Either way, have a look if you like. Might be amusing to read an account of another person's suffering.
Ah, G.I. Joe, a real American hero. At least, that's what I remember about the franchise. While I've yet the see the recent G.I. JOE: The Rise of Cobra movie -- heard mixed feedback -- the accompanying video game fell into my hands some time after its release. Reviewing games this late always puts a damper on your motivation, since the deadline becomes a vague "ASAP." Yet in this case, I thought that my review might actually be helpful to many potential buyers out there make the proper decision: take a pass on this one.
Normally, I don't talk about a game's story until the end of a review; I'm weird about structure that way. As with most movie-game adaptations, there's no point to even address story because everyone knows that it's been violated, butchered, gutted, set on fire, until a brittle shell remains, filled with shallow characters, mediocre gameplay, bad voice acting, and other typical movie-game tropes.
Sure, we get pleasantly surprised now and then, as with Raven Software's X-Men Origins: Wolverine game, but I insist that is an anomoly. Double Helix's G.I. JOE: The Rise of Cobra, on the other hand, takes us backward, away from progress.
...
Normally, gameplay is the core of any game for me. Controls are a big part of that; a game can fail in every aspect, yet I would still give it a chance in favor of decent gameplay and design. Unfortunately, G.I. JOE is not one of those games.

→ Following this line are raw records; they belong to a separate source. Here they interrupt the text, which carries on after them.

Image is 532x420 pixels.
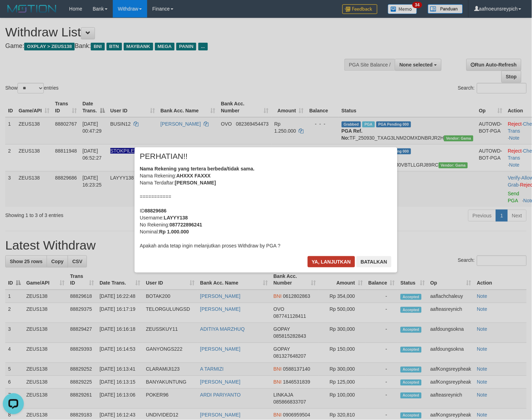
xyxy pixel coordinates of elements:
[356,257,392,268] button: Batalkan
[140,166,255,172] b: Nama Rekening yang tertera berbeda/tidak sama.
[140,165,392,249] div: Nama Rekening: Nama Terdaftar: =========== ID Username: No Rekening: Nominal: Apakah anda tetap i...
[3,3,24,24] button: Open LiveChat chat widget
[308,257,355,268] button: Ya, lanjutkan
[159,229,189,235] b: Rp 1.000.000
[164,215,188,220] b: LAYYY138
[176,173,210,179] b: AHXXX FAXXX
[140,153,188,160] span: PERHATIAN!!
[170,222,202,228] b: 087722896241
[175,180,216,186] b: [PERSON_NAME]
[145,208,166,213] b: 88829686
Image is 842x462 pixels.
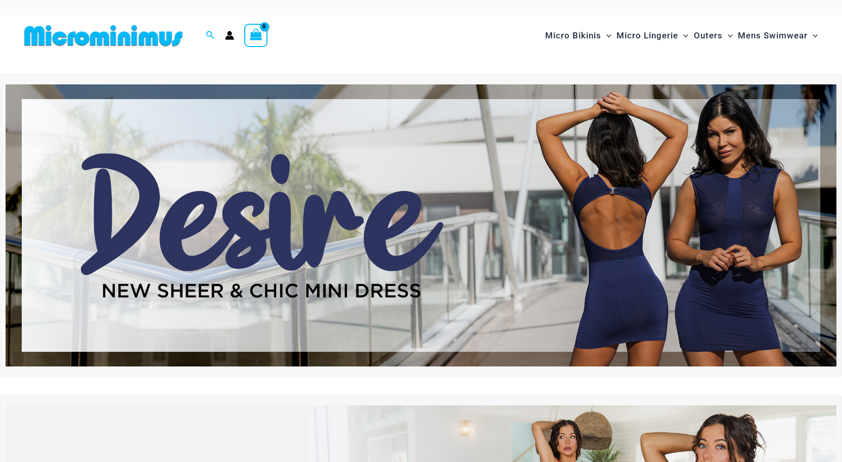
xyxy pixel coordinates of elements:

The controls felt really awkward, and I'm no stranger to console shooters. While many games have you use both analog sticks to manipulate movement and camera to aim, G.I. JOE eliminates a lot of that freedom. You can't even change the camera angle! It remains fixed, and I can't even tell how this shit works or what the game wants to focus on. The damn thing just won't rotate with you! You'll find your character running toward you half the time, with no flippin' clue what's in front of him / her -- because the camera just won't move, no matter where the character is facing. Luckily, your dimwitted A.I. partner will usually shoot at any enemies in the area, so if he / she starts firing off-screen, you know something's there. Unless he doesn't feel like helping; you may find yourself pinned behind some cover with three turrets pelting you with energy bolts while your comrade stands out in the open, staring into space.
The fixed camera becomes especially problematic whenever you're trying to bring down a turret or tower (anything taller than you) because the camera basically gets shoved up your ass. Your JOE actually disappears below the screen.






Comments
thats why the Wolverine game wasnt all that bad, cause they actually got quite a big head start on it over the movie production.
It's just...they constantly make the same mistakes over and over again, you'd think they'd learn by now. Polishing a game can easily prove to me that they even tried to promote it, that they even cared to work on the product.
but with the guys who made the Wolverine game, fortunately they respected the character of Wolverine enough to want to make the game good.
But eh, the option to rent is all games like these deserve, and even then it's pushing things. There are few exceptions, like what Raven did with Wolvy, kick-ass game, but it sucks that those kind of tie-ins are few and far between.
Yep. As soon as i saw that game it looked pants.